DAILY MAIL COMMENT: Could Omicron be reaching its peak?
DAILY MAIL COMMENT: Could Omicron be reaching its peak?
Whisper it softly, but could it be that the Omicron variant is reaching its peak?
In London, where it’s been most rife, cases have hit a plateau, according to Education Secretary Nadhim Zahawi and his message has been reinforced by NHS Providers boss Chris Hopson.
Hospital admissions appear to be falling in the capital, with fewer patients needing critical care, and UK death rates haven’t reached anything like the numbers feared.
Three weeks ago, scientists forecast there could be up to 5,000 fatalities a day. Last week there was an average of 140. Yesterday there were 42.
This doesn’t mean the crisis is over. Some parts of the country are at an earlier stage with Omicron and infections are still rising.
In London, where it’s been most rife, cases have hit a plateau, according to Education Secretary Nadhim Zahawi and his message has been reinforced by NHS Providers boss Chris Hopson
Even in London, hospitalisation rates remain a serious cause for concern and the full impact of Christmas and New Year gatherings is not yet apparent.
But the fact hospitals are generally coping vindicates Boris Johnson’s decision to hold out against further lockdown measures.
The biggest problem now, though, for hospitals, public transport, businesses and schools, is the surge in employee absences owing to so many testing positive.
An NHS trust in Lincolnshire has declared a ‘critical incident’, not because of a rush of patients, but because so many staff were isolating – many with minor symptoms. By some estimates 25 per cent of Britain’s workforce will be on the sick this week.
But here’s the good news. In London hospitals, absences have been falling since December 22. If the pattern is replicated elsewhere, we could be through this latest crisis far more quickly than anyone (least of all gloomy Sage scientists) imagined.
Yesterday, Mr Johnson confirmed there was no need for further restrictions in the next week. If the good news keeps rolling in, there will surely be no need for them at all.
Dubious distinction
The idea that Tony Blair should receive the highest order of chivalry this country can bestow will be seen by many as the sickest of jokes.
The word chivalry suggests honour, integrity and moral courage. Blair’s name has become more synonymous with greed, cynicism and deceit.
Some 500,000 people have signed a formal petition for his elevation to Knight of the Garter to be rescinded. And little wonder.

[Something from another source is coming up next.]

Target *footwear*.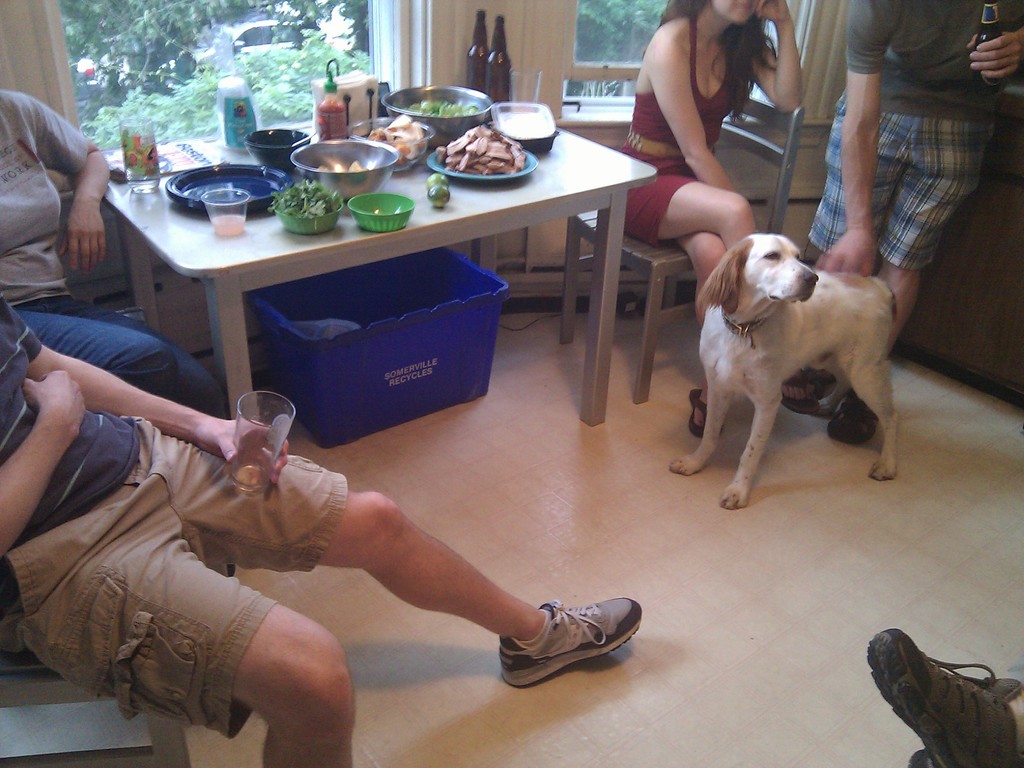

He took us to war in Iraq on the basis of a dossier of evidence he knew to be a confection of inflated claims and half-truths. The end result was bloody civil war, the rise of Islamic State, and hundreds of thousands dead.
The malign consequences reverberate through the Middle East to this day.
The idea that Tony Blair should receive the highest order of chivalry this country can bestow will be seen by many as the sickest of jokes
He also presided over multiple sleaze scandals and made some other egregious policy decisions, perhaps the worst of which was deliberately dismantling Britain’s immigration controls ‘to rub the Right’s nose in diversity’.
When he came to office, annual net migration was well below 100,000. When he left it was 250,000.
Given his Euro-fanaticism, it’s deeply ironic that a mass backlash to his open borders policy played a major part in the British people voting to leave the EU.
Since leaving Downing Street Blair has trotted the globe, consorting with despots and oligarchs, and become super-rich.
If he had any sense of honour, he would decline this award. But don’t hold your breath. If past performance is anything to go by, honour isn’t really his strong suit.
- Three months after promising a crackdown, Instagram is still letting criminals push drugs to children on its site with impunity, a Daily Mail investigation has found. With their technical expertise and vast funds, social media giants are quite capable of cleaning up their act. So the question is: do they really want to?